Embed Bokeh plots in Jekyll markdown
Background
As previously shown Bokeh can be used to plot choropleth maps. A major reason to use Bokeh is for interactivity. To deploy the plots you can run them in a Bokeh server instance but you need to have a server able to run Python in the background with the required packages installed. This is fine for local use but to use them in standalone pages online the plots need to be embdedded. You can quite easily do this in Jekyll, which uses Markdown to generate a blog such as this one.
This is the plot made with matplotlib of populations per district in Zimbabwe c. 2012. (from the zimspatial repo). This is a static plot and you can’t see values for individual districts.
The same plot done in Bokeh allows us to use the hover tool to move the mouse over the map and view the population and name of district. The code for bokeh_plot_map
is given in the previous post. To embed you simply generate the plot and use output_file
to save it as a html page:
from bokeh.io import output_file, show,
geosource = get_geodatasource(dist)
#see code in previous post
p = bokeh_plot_map(geosource, column='pop_2012')
output_file('plot.html')
show(p)
The html in this page can then be put in the _includes
folder of your Jekyll blog. It will include a <head> and <body> section that you can remove but make sure to include this part and that the code is not indented:
<link rel="stylesheet" href="http://cdn.pydata.org/bokeh/release/bokeh-1.4.0.min.css" type="text/css" />
<script type="text/javascript" src="https://cdn.pydata.org/bokeh/release/bokeh-1.4.0.min.js"></script>
<script type="text/javascript">
Bokeh.set_log_level("info");
</script>
Also ensure that the version of Bokeh included is sufficient for your script. Old versions might not work with certain code. Finally to insert the bokeh plot you just use this line in the blog page where you want the plot to appear.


HOW TO COMPLETE THIS TASK: Could you find every line in the entries below that holds the word "pixels" and copy it?

Web page and app entries:
=======

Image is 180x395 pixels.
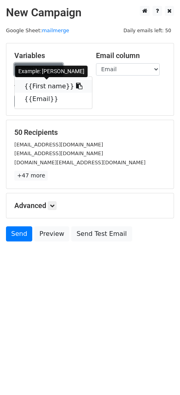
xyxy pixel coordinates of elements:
[120,27,174,33] a: Daily emails left: 50
[71,226,132,241] a: Send Test Email
[96,51,165,60] h5: Email column
[14,142,103,147] small: [EMAIL_ADDRESS][DOMAIN_NAME]
[6,6,174,19] h2: New Campaign
[14,159,145,165] small: [DOMAIN_NAME][EMAIL_ADDRESS][DOMAIN_NAME]
[15,80,92,93] a: {{First name}}
[14,51,84,60] h5: Variables
[15,66,87,77] div: Example: [PERSON_NAME]
[34,226,69,241] a: Preview
[15,93,92,105] a: {{Email}}
[14,128,165,137] h5: 50 Recipients
[140,357,180,395] iframe: Chat Widget
[14,150,103,156] small: [EMAIL_ADDRESS][DOMAIN_NAME]
[14,201,165,210] h5: Advanced
[14,63,63,76] a: Copy/paste...
[42,27,69,33] a: mailmerge
[6,226,32,241] a: Send
[14,171,48,180] a: +47 more
[120,26,174,35] span: Daily emails left: 50
[6,27,69,33] small: Google Sheet:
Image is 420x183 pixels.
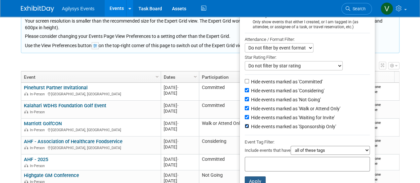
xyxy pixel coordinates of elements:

=======

SOLUTION:
Image is 180x395 pixels.
Image is 420x183 pixels.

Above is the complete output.